The Mudcat Café TM
Thread #119547   Message #2607183
Posted By: Phil Edwards
08-Apr-09 - 06:46 AM
Thread Name: 1954 and All That - defining folk music
Subject: RE: 1954 and All That - defining folk music
It's like this - Radio, TV, Record companies, Shops, Clubs, Festivals, practically anything one can think of that decides common definitions - have come down on the side of folk being This Thing.

Have they? I was under the impression that what you get when you go to one folk club is quite different from what you get when you go to another, and that they're both different from what you get when you go to a festival, and that all of the above are different from what you get if you go to a shop and look in the CD rack labelled Folk. And the contents of that CD rack have definitely changed over time - as in, over the last five years.

Jacques Brel, Amsterdam. Donovan, Isle of Islay. Johnnie Mathis, When a Child is Born (complete with spoken-word section). Pleasant and Delightful, sung in two-part harmony, sight-read from sheet music. Can you tell me one thing all those performances have got in common?

Something called 'folk' - something with no identifying characteristics, as far as we can see - is a bit in vogue at the moment, and it's getting a lot of younger people through the doors of FCs. That's good. But tides of fashion (and marketing) go out as well as in; the editor of the NME is going to wake up one morning and decide that singer-songwriters who sound a bit like Vashti Bunyan are just so last year. When 'folk' goes out of fashion, some FCs are going to be hit hard. I think we should be trying to build something solid, by getting a few more people exposed to traditional music.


### What the task requires
Scan the records for "point". Show the matching lines.
⁂
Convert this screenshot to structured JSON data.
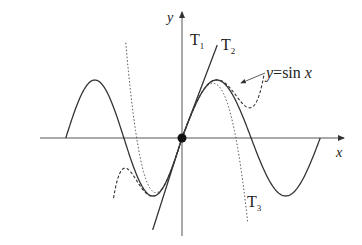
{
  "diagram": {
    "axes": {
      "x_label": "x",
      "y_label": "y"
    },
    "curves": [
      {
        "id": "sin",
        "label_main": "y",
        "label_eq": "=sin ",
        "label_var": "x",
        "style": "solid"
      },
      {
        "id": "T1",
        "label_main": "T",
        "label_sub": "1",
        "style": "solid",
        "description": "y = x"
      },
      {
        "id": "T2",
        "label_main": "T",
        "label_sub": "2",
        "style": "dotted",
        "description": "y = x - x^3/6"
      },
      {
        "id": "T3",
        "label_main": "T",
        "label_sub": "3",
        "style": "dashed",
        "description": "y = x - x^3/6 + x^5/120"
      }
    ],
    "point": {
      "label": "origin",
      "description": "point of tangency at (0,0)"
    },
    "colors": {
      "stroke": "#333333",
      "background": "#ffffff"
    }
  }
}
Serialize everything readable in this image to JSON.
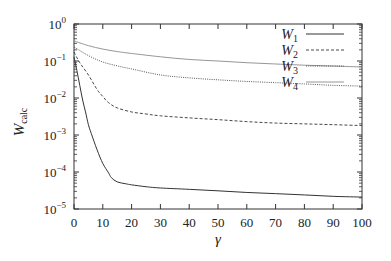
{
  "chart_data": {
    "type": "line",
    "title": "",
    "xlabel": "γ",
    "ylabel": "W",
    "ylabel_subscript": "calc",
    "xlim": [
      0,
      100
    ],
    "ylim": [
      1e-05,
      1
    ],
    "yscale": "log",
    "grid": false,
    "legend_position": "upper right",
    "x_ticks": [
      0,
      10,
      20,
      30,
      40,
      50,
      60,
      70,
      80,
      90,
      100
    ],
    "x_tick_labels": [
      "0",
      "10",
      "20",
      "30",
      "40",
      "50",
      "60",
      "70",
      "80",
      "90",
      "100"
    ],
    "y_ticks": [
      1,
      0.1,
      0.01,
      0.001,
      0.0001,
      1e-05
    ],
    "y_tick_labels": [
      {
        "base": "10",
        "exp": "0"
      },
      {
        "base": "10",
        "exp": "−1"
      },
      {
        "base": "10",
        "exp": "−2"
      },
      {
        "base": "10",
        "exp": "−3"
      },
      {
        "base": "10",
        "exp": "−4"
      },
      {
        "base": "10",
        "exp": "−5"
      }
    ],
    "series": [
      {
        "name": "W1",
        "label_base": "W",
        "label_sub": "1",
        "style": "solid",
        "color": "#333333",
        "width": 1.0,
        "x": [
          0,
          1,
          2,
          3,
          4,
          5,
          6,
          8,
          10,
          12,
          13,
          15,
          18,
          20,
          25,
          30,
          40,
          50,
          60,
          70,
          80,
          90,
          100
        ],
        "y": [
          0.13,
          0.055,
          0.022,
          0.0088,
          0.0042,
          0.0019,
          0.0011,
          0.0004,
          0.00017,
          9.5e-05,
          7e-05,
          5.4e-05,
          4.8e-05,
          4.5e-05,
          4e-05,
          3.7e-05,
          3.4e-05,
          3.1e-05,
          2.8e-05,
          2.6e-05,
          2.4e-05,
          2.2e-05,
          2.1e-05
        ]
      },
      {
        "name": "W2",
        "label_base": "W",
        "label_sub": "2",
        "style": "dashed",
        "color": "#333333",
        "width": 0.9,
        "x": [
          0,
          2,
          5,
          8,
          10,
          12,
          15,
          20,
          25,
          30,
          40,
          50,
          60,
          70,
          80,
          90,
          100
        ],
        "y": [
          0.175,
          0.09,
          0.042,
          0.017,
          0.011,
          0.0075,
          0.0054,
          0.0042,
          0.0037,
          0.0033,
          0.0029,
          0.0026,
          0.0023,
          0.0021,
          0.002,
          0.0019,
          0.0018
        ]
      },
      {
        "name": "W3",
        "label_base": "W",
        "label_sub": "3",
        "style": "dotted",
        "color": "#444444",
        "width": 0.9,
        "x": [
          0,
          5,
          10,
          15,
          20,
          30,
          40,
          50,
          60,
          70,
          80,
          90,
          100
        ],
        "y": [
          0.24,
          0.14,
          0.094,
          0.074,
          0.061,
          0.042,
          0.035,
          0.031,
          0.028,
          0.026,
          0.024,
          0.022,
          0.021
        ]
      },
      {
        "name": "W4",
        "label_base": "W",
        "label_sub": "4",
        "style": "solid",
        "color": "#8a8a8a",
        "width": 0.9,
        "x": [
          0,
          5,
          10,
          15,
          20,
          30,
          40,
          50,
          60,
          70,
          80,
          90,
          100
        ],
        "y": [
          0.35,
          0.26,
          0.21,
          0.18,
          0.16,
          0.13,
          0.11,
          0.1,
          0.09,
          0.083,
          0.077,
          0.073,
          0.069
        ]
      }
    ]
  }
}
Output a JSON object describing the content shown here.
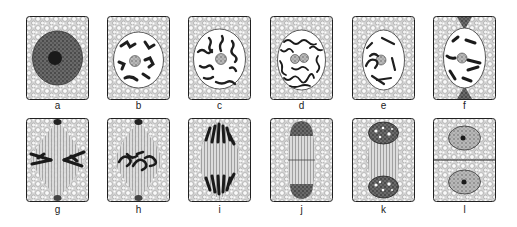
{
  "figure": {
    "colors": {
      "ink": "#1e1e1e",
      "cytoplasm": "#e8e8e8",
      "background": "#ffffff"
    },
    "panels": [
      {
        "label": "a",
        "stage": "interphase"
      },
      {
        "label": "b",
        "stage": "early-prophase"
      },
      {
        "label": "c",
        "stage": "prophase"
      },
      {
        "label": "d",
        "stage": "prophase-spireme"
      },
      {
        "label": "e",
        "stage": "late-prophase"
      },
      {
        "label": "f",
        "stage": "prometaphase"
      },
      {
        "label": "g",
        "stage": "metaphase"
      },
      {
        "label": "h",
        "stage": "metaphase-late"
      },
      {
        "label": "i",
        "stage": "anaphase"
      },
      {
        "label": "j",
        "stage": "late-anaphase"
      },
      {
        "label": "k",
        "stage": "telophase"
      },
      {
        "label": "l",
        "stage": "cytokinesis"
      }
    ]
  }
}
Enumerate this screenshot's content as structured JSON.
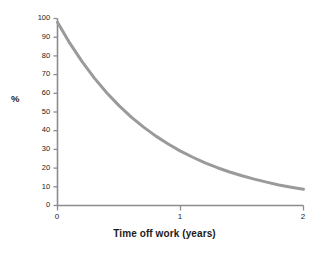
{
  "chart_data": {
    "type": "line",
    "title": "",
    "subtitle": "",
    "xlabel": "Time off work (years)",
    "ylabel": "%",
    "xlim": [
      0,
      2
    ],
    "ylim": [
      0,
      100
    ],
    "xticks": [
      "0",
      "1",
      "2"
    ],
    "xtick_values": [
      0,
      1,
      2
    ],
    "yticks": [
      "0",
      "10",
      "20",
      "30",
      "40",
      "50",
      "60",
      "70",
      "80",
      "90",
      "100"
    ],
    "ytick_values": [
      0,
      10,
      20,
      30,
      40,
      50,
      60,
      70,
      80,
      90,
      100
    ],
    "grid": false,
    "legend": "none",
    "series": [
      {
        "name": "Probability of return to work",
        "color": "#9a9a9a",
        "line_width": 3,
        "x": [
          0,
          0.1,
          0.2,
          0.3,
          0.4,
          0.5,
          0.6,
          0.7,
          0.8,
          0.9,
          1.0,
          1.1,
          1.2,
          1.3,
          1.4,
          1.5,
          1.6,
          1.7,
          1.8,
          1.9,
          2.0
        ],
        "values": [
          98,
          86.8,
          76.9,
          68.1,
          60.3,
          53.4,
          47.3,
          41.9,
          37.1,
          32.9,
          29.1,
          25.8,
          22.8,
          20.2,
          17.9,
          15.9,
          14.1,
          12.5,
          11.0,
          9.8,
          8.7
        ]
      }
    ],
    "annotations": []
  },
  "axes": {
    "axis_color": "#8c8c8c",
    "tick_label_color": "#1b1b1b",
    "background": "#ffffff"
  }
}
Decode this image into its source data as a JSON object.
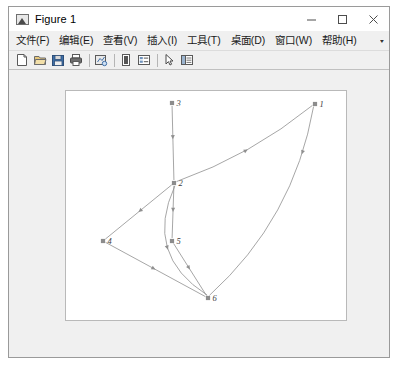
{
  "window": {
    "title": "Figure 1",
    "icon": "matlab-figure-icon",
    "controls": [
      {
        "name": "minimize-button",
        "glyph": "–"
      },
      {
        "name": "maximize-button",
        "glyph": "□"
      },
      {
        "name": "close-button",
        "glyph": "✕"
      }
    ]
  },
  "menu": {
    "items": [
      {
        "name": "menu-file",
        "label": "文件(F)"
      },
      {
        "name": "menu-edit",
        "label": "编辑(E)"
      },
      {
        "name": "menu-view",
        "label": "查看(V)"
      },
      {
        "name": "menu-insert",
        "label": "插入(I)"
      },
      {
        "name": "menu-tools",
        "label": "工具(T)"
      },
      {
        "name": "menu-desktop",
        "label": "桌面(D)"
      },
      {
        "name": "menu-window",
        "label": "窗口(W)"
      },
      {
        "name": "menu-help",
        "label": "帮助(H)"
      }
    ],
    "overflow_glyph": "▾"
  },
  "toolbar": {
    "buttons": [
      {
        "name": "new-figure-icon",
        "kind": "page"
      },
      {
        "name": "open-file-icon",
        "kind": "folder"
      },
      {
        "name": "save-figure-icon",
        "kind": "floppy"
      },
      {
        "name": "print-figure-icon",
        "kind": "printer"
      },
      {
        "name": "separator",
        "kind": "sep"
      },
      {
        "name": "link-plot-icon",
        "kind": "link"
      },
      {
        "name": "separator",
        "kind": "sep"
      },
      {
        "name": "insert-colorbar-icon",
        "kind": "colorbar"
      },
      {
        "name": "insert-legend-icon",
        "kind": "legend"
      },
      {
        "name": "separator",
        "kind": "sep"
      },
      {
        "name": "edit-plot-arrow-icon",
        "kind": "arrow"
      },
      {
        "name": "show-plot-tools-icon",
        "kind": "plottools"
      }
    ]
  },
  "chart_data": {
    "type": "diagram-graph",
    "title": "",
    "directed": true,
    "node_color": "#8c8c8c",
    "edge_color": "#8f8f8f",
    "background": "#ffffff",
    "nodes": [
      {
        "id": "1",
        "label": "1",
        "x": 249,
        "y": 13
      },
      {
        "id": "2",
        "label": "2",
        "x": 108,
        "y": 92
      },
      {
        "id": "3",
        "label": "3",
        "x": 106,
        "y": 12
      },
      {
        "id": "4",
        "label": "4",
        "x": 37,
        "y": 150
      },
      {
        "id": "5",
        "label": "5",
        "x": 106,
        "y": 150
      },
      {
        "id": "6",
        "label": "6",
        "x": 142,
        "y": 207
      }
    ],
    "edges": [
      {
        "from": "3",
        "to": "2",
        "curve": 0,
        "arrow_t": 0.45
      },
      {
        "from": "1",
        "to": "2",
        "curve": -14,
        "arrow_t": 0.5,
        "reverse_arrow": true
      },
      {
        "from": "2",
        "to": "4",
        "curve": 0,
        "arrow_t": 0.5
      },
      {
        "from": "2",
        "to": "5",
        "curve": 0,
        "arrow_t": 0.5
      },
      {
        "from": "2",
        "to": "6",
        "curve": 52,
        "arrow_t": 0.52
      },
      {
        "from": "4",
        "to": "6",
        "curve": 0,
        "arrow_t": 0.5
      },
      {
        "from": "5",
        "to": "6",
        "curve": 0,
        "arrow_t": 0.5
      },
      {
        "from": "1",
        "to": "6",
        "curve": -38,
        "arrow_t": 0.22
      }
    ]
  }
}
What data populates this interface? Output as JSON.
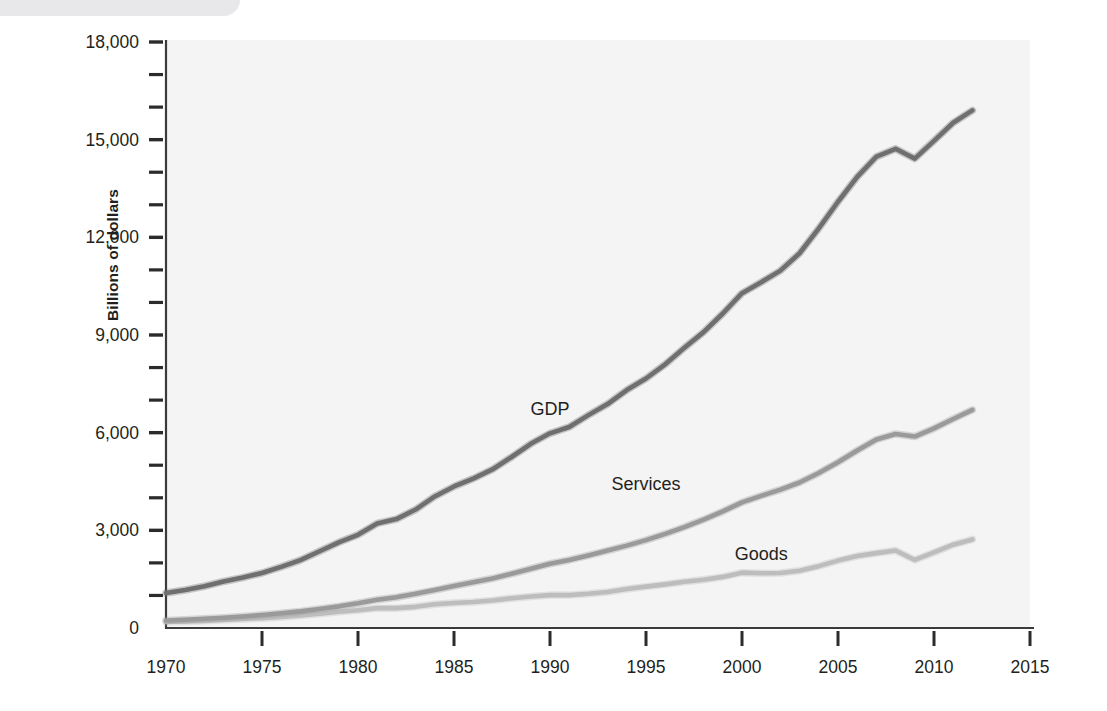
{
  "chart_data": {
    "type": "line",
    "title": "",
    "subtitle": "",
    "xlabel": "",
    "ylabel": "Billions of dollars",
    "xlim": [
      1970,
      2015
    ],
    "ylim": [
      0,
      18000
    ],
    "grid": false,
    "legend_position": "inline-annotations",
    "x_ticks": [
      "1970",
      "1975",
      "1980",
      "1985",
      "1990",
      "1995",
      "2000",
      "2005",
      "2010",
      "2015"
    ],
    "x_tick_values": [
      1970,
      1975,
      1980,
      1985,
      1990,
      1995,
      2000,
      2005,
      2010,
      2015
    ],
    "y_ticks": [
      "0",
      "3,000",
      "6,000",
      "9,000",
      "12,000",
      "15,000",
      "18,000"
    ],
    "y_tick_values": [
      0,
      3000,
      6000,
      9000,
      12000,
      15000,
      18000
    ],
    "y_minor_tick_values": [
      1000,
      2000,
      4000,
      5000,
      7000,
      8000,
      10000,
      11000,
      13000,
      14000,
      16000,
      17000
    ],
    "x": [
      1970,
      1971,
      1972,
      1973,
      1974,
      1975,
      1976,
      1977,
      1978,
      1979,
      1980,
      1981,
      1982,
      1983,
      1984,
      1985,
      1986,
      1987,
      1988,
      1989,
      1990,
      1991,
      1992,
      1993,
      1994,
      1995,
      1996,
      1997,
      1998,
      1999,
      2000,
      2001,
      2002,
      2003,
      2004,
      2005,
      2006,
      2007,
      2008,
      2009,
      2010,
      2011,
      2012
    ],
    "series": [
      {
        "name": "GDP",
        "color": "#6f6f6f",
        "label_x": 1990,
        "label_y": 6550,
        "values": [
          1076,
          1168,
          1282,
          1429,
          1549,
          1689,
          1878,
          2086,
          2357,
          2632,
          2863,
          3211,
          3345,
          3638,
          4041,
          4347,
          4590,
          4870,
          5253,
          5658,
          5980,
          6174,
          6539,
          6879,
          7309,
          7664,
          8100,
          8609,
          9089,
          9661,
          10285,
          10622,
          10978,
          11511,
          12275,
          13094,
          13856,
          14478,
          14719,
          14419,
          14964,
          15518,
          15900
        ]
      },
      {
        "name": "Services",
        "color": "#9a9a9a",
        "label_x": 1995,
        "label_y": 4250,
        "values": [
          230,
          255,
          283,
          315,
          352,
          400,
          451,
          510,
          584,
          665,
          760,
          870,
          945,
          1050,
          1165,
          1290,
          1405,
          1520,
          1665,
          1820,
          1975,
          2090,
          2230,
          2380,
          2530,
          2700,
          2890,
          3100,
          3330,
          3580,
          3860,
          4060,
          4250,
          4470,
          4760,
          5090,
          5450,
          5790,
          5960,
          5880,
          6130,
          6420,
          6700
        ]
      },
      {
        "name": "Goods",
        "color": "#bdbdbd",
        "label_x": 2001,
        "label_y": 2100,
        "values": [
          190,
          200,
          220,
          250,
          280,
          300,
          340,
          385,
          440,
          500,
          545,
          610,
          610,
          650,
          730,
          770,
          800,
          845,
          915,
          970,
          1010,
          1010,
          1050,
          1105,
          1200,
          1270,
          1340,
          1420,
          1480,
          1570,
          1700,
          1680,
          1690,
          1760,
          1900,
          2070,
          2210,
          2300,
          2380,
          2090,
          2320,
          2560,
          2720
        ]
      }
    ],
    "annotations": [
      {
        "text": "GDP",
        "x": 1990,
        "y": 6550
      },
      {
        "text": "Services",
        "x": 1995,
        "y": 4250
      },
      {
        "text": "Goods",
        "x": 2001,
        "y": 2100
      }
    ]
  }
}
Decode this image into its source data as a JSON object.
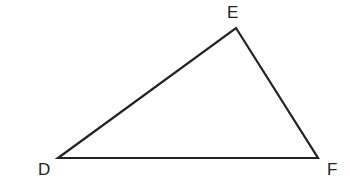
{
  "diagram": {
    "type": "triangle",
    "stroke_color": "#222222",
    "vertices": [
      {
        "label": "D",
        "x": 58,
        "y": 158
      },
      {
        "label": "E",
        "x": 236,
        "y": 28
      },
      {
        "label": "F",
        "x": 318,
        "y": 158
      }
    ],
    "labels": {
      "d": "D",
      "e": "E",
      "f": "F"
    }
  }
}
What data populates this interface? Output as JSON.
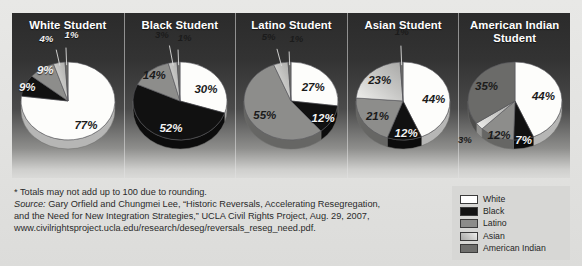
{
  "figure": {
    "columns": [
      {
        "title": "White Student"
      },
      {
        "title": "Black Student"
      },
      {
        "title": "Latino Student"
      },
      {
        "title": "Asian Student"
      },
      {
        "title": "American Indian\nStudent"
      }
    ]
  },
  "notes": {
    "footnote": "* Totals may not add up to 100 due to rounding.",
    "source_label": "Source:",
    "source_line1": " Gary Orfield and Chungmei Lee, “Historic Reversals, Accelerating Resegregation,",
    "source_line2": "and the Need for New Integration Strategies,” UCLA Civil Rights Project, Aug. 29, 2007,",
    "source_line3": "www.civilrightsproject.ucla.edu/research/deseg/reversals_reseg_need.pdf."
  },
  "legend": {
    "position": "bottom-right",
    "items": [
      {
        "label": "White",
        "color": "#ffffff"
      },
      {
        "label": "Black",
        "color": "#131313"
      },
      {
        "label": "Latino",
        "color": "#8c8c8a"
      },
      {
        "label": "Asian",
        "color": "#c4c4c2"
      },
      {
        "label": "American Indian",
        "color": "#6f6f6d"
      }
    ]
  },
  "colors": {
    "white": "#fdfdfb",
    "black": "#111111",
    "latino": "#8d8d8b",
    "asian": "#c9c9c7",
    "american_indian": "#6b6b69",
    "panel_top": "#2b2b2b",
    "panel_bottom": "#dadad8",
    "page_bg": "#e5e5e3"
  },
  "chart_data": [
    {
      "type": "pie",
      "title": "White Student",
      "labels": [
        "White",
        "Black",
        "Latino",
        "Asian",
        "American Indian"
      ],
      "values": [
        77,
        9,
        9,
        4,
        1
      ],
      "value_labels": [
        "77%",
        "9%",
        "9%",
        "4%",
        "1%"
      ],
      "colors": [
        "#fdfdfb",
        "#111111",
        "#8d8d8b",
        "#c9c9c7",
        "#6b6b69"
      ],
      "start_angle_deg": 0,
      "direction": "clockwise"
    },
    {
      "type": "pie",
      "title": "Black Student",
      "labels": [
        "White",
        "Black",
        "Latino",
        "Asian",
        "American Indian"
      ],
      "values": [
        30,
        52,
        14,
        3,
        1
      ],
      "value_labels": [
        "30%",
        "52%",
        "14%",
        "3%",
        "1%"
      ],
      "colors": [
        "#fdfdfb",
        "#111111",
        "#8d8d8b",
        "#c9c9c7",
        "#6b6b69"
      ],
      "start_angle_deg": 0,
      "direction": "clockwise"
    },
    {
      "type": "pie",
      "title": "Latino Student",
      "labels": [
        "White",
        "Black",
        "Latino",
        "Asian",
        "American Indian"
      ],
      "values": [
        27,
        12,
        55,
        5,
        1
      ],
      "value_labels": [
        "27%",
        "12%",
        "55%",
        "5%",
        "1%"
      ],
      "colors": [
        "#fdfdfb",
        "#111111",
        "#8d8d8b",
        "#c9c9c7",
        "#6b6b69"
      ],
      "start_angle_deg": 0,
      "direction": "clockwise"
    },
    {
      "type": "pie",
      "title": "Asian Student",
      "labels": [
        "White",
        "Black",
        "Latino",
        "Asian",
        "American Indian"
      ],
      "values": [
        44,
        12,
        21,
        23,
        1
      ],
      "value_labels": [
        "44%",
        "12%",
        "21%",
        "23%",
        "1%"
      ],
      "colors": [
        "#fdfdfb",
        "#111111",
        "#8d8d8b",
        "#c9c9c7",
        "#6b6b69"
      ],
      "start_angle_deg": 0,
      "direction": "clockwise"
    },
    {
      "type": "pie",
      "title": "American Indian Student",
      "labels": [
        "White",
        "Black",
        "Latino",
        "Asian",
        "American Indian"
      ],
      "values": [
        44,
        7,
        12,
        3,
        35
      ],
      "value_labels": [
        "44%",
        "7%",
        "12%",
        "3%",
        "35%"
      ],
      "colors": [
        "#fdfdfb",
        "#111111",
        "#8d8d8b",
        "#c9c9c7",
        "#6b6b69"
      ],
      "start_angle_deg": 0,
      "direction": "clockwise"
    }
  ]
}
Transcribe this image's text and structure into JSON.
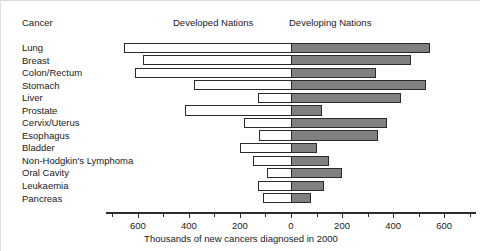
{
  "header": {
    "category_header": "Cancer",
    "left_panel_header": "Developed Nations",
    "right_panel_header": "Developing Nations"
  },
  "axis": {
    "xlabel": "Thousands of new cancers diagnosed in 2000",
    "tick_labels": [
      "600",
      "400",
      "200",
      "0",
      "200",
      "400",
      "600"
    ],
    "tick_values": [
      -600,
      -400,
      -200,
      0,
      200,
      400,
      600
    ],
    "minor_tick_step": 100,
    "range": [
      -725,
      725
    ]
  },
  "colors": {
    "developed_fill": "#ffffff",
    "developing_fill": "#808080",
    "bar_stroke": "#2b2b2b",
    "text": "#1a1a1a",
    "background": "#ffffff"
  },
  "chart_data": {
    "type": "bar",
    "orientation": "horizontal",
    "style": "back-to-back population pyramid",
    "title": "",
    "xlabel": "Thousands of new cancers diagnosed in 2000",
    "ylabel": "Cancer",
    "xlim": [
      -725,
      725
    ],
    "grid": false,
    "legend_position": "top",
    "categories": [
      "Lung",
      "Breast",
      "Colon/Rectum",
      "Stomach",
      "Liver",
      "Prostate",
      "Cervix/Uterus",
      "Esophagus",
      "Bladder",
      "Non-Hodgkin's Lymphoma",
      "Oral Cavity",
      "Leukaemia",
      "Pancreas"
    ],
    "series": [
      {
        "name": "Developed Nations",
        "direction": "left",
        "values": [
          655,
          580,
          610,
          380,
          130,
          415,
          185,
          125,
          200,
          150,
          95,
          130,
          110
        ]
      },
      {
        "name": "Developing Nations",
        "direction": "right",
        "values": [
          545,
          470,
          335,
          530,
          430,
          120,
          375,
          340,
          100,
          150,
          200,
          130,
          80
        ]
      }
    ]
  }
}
⁂
### Response
    "point": {
      "description": "point of tangency at (0,0)"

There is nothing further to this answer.